Maersk expects supply chain problems to ease this year

Revenues at container shipping group rose 55% last year


AP Moller-Maersk said it expected global supply chain woes to ease in the second half of this year as the Danish container shipping group proposed a seven-fold increase in its dividend and unveiled a $1.7bn logistics acquisition.


The world’s second-largest container shipping line by capacity said revenues had risen 55 per cent to $62bn last year, with earnings before interest, tax, depreciation and amortisation tripling to a record $24bn. “It’s record-breaking in every dimension,” chief executive Soren Skou told the Financial Times.


Maersk said it expected supply chain problems to persist into the second quarter but that “a normalisation [should] occur early in the second half of the year”, and added that it was targeting ebitda of $24bn again in 2022.


Analysts expect $28bn on average in 2022. But Skou said he expected a “normalisation of the situation” and a fall in freight rates as Covid restrictions are lifted and infection rates fall, leading to a likely easing of congestion in ports such as Los Angeles and Long Beach on the US west coast.


“It’s fair to say that we don’t have much experience of coming out of a pandemic. Exactly how it will play out is hard to say,” Skou said. “We see the first quarter in line with 2021 and the second quarter is very strong.”

“We continue to have the combination of very high demand and less supply,” he added, pointing to waits of three to four weeks to enter the west coast ports. Fully 70 per cent of its shipping business this year was expected to be from long-term contracts, reducing volatility, Skou said.


Maersk is proposing a dividend of DKr2,500 per share, up from DKr330 a year earlier. It added that this represented a dividend yield of 10.7 per cent, an amount Skou called “truly exceptional”. Maersk has already said it will buy back $2.5bn of shares a year for the next four years.


The Danish group is also continuing its push into land-based logistics to boost its end-to-end offering to customers by buying Pilot Freight Services in the US for $1.7bn.


Skou said retailers needed “an omnichannel supply chain” where they were able to move goods from distribution centres to their stores as well as from fulfilment centres directly to customers. “We want to be able to offer both [and] sell products to move goods from the factory in China to the consumer in the US,” he added.

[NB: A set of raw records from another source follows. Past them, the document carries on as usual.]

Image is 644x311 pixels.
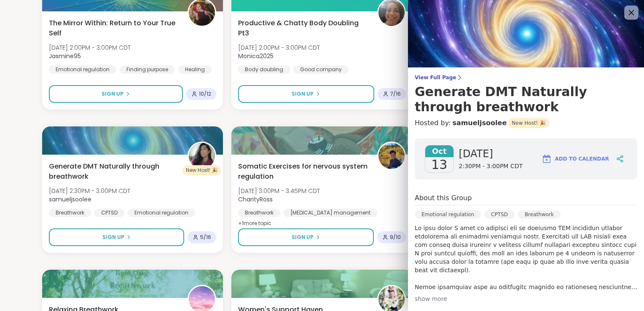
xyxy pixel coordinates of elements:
span: Generate DMT Naturally through breathwork [49,161,178,182]
b: Monica2025 [238,52,274,60]
span: Sign Up [102,233,124,241]
h3: Generate DMT Naturally through breathwork [415,84,637,114]
div: Emotional regulation [415,210,481,218]
div: show more [415,294,637,303]
button: Sign Up [49,85,183,103]
span: 7 / 16 [390,91,401,97]
span: [DATE] [459,147,523,160]
span: Productive & Chatty Body Doubling Pt3 [238,18,368,38]
span: [DATE] 2:00PM - 3:00PM CDT [49,43,131,52]
img: ShareWell Logomark [542,154,552,164]
div: New Host! 🎉 [182,165,221,175]
span: Add to Calendar [555,155,609,163]
p: Lo ipsu dolor S amet co adipisci eli se doeiusmo TEM incididun utlabor etdolorema ali enimadmi ve... [415,224,637,291]
b: Jasmine95 [49,52,81,60]
div: [MEDICAL_DATA] management [284,208,377,217]
span: View Full Page [415,74,637,81]
span: 13 [431,157,447,172]
div: Body doubling [238,65,290,74]
h4: Hosted by: [415,118,637,128]
span: 9 / 10 [390,234,401,240]
div: Breathwork [49,208,91,217]
span: 10 / 12 [199,91,211,97]
div: Breathwork [238,208,281,217]
span: New Host! 🎉 [509,118,550,128]
span: The Mirror Within: Return to Your True Self [49,18,178,38]
span: Oct [425,146,454,157]
div: Good company [294,65,349,74]
a: samueljsoolee [452,118,507,128]
span: Sign Up [101,90,123,98]
div: CPTSD [94,208,124,217]
button: Sign Up [49,228,184,246]
span: 5 / 16 [200,234,211,240]
span: Sign Up [292,233,314,241]
h4: About this Group [415,193,472,203]
span: [DATE] 3:00PM - 3:45PM CDT [238,186,320,195]
div: Healing [178,65,212,74]
div: Emotional regulation [128,208,195,217]
img: CharityRoss [379,143,405,169]
button: Sign Up [238,85,374,103]
div: Finding purpose [120,65,175,74]
div: Emotional regulation [49,65,116,74]
img: samueljsoolee [189,143,215,169]
b: CharityRoss [238,195,273,204]
span: Somatic Exercises for nervous system regulation [238,161,368,182]
button: Add to Calendar [538,149,613,169]
span: [DATE] 2:30PM - 3:00PM CDT [49,186,130,195]
span: [DATE] 2:00PM - 3:00PM CDT [238,43,320,52]
b: samueljsoolee [49,195,92,204]
a: View Full PageGenerate DMT Naturally through breathwork [415,74,637,114]
button: Sign Up [238,228,374,246]
div: CPTSD [484,210,515,218]
span: Sign Up [292,90,314,98]
div: Breathwork [518,210,561,218]
span: 2:30PM - 3:00PM CDT [459,162,523,171]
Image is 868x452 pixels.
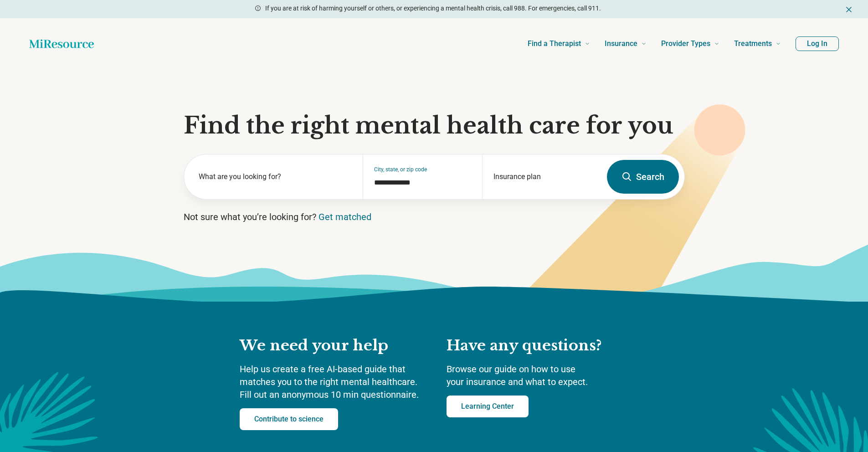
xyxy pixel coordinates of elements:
[734,25,781,62] a: Treatments
[318,211,371,223] a: Get matched
[240,409,338,430] a: Contribute to science
[605,25,646,62] a: Insurance
[734,37,772,50] span: Treatments
[240,337,428,356] h2: We need your help
[29,35,93,53] a: Home page
[265,3,601,13] p: If you are at risk of harming yourself or others, or experiencing a mental health crisis, call 98...
[795,36,839,51] button: Log In
[845,3,853,15] button: Dismiss
[528,37,581,50] span: Find a Therapist
[607,160,679,194] button: Search
[605,37,638,50] span: Insurance
[447,363,629,389] p: Browse our guide on how to use your insurance and what to expect.
[661,25,719,62] a: Provider Types
[447,396,529,417] a: Learning Center
[183,113,685,139] h1: Find the right mental health care for you
[240,363,428,401] p: Help us create a free AI-based guide that matches you to the right mental healthcare. Fill out an...
[528,25,590,62] a: Find a Therapist
[661,37,710,50] span: Provider Types
[447,337,629,356] h2: Have any questions?
[183,210,685,223] p: Not sure what you’re looking for?
[199,171,352,183] label: What are you looking for?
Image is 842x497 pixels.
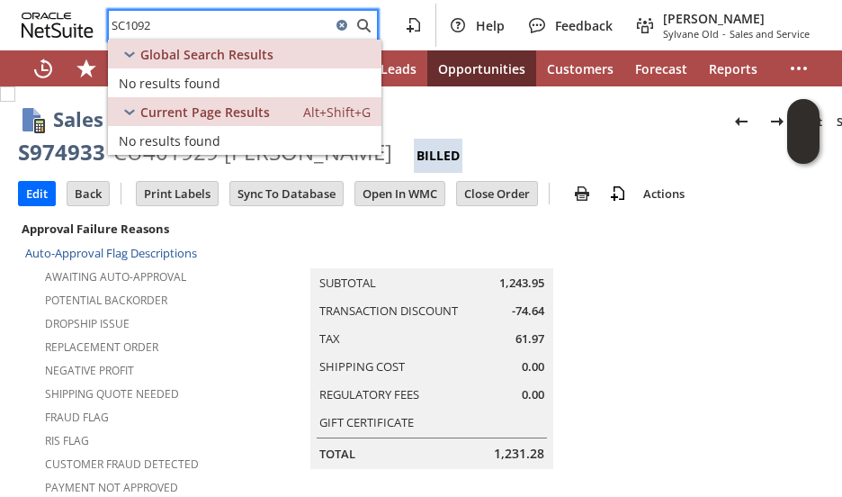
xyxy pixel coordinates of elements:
[381,60,417,77] span: Leads
[319,414,414,430] a: Gift Certificate
[45,480,178,495] a: Payment not approved
[303,103,371,121] span: Alt+Shift+G
[730,27,810,40] span: Sales and Service
[108,68,382,97] a: No results found
[319,302,458,319] a: Transaction Discount
[624,50,698,86] a: Forecast
[67,182,109,205] input: Back
[709,60,758,77] span: Reports
[663,27,719,40] span: Sylvane Old
[18,217,299,240] div: Approval Failure Reasons
[522,386,544,403] span: 0.00
[119,132,220,149] span: No results found
[607,183,629,204] img: add-record.svg
[476,17,505,34] span: Help
[319,274,376,291] a: Subtotal
[427,50,536,86] a: Opportunities
[457,182,537,205] input: Close Order
[499,274,544,292] span: 1,243.95
[547,60,614,77] span: Customers
[22,50,65,86] a: Recent Records
[319,445,355,462] a: Total
[370,50,427,86] a: Leads
[65,50,108,86] div: Shortcuts
[53,104,167,134] h1: Sales Order
[355,182,445,205] input: Open In WMC
[635,60,687,77] span: Forecast
[787,132,820,165] span: Oracle Guided Learning Widget. To move around, please hold and drag
[45,433,89,448] a: RIS flag
[723,27,726,40] span: -
[140,46,274,63] span: Global Search Results
[18,138,105,166] div: S974933
[45,316,130,331] a: Dropship Issue
[45,269,186,284] a: Awaiting Auto-Approval
[522,358,544,375] span: 0.00
[767,111,788,132] img: Next
[109,14,331,36] input: Search
[319,358,405,374] a: Shipping Cost
[516,330,544,347] span: 61.97
[319,386,419,402] a: Regulatory Fees
[777,50,821,86] div: More menus
[22,13,94,38] svg: logo
[140,103,270,121] span: Current Page Results
[108,126,382,155] a: No results found
[45,339,158,355] a: Replacement Order
[25,245,197,261] a: Auto-Approval Flag Descriptions
[19,182,55,205] input: Edit
[536,50,624,86] a: Customers
[663,10,810,27] span: [PERSON_NAME]
[353,14,374,36] svg: Search
[137,182,218,205] input: Print Labels
[731,111,752,132] img: Previous
[45,292,167,308] a: Potential Backorder
[45,456,199,472] a: Customer Fraud Detected
[45,409,109,425] a: Fraud Flag
[319,330,340,346] a: Tax
[414,139,463,173] div: Billed
[438,60,525,77] span: Opportunities
[45,363,134,378] a: Negative Profit
[787,99,820,164] iframe: Click here to launch Oracle Guided Learning Help Panel
[571,183,593,204] img: print.svg
[45,386,179,401] a: Shipping Quote Needed
[698,50,768,86] a: Reports
[494,445,544,463] span: 1,231.28
[230,182,343,205] input: Sync To Database
[32,58,54,79] svg: Recent Records
[76,58,97,79] svg: Shortcuts
[310,239,553,268] caption: Summary
[555,17,613,34] span: Feedback
[636,185,692,202] a: Actions
[512,302,544,319] span: -74.64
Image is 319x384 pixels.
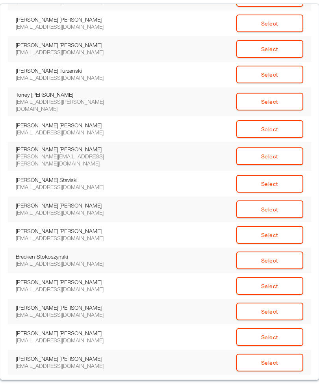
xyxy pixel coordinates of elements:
[16,356,122,363] div: [PERSON_NAME] [PERSON_NAME]
[16,286,122,293] div: [EMAIL_ADDRESS][DOMAIN_NAME]
[236,93,303,111] a: Select
[16,129,122,136] div: [EMAIL_ADDRESS][DOMAIN_NAME]
[236,148,303,165] a: Select
[16,337,122,344] div: [EMAIL_ADDRESS][DOMAIN_NAME]
[236,329,303,346] a: Select
[16,209,122,216] div: [EMAIL_ADDRESS][DOMAIN_NAME]
[236,175,303,193] a: Select
[16,16,122,23] div: [PERSON_NAME] [PERSON_NAME]
[16,98,122,113] div: [EMAIL_ADDRESS][PERSON_NAME][DOMAIN_NAME]
[236,15,303,32] a: Select
[16,253,122,260] div: Brecken Stokoszynski
[16,153,122,167] div: [PERSON_NAME][EMAIL_ADDRESS][PERSON_NAME][DOMAIN_NAME]
[16,312,122,319] div: [EMAIL_ADDRESS][DOMAIN_NAME]
[16,235,122,242] div: [EMAIL_ADDRESS][DOMAIN_NAME]
[236,226,303,244] a: Select
[16,305,122,312] div: [PERSON_NAME] [PERSON_NAME]
[236,303,303,321] a: Select
[16,279,122,286] div: [PERSON_NAME] [PERSON_NAME]
[236,201,303,218] a: Select
[16,42,122,49] div: [PERSON_NAME] [PERSON_NAME]
[16,260,122,268] div: [EMAIL_ADDRESS][DOMAIN_NAME]
[236,354,303,372] a: Select
[16,122,122,129] div: [PERSON_NAME] [PERSON_NAME]
[236,277,303,295] a: Select
[16,184,122,191] div: [EMAIL_ADDRESS][DOMAIN_NAME]
[16,146,122,153] div: [PERSON_NAME] [PERSON_NAME]
[236,66,303,83] a: Select
[16,91,122,98] div: Torrey [PERSON_NAME]
[16,330,122,337] div: [PERSON_NAME] [PERSON_NAME]
[16,177,122,184] div: [PERSON_NAME] Staviski
[236,40,303,58] a: Select
[16,363,122,370] div: [EMAIL_ADDRESS][DOMAIN_NAME]
[16,49,122,56] div: [EMAIL_ADDRESS][DOMAIN_NAME]
[16,23,122,30] div: [EMAIL_ADDRESS][DOMAIN_NAME]
[236,120,303,138] a: Select
[236,252,303,270] a: Select
[16,202,122,209] div: [PERSON_NAME] [PERSON_NAME]
[16,74,122,81] div: [EMAIL_ADDRESS][DOMAIN_NAME]
[16,67,122,74] div: [PERSON_NAME] Turzenski
[16,228,122,235] div: [PERSON_NAME] [PERSON_NAME]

Maersk has been bulking up its non-shipping logistics business, but there is scepticism from some shareholders over whether it might be overpaying. Skou noted that Maersk’s logistics business had organic revenue growth of 30 per cent in 2021. Shares in Maersk initially fell more than 5 per cent but soon recovered to be flat on the day in Wednesday morning trading. They are up by almost three-quarters in the past year.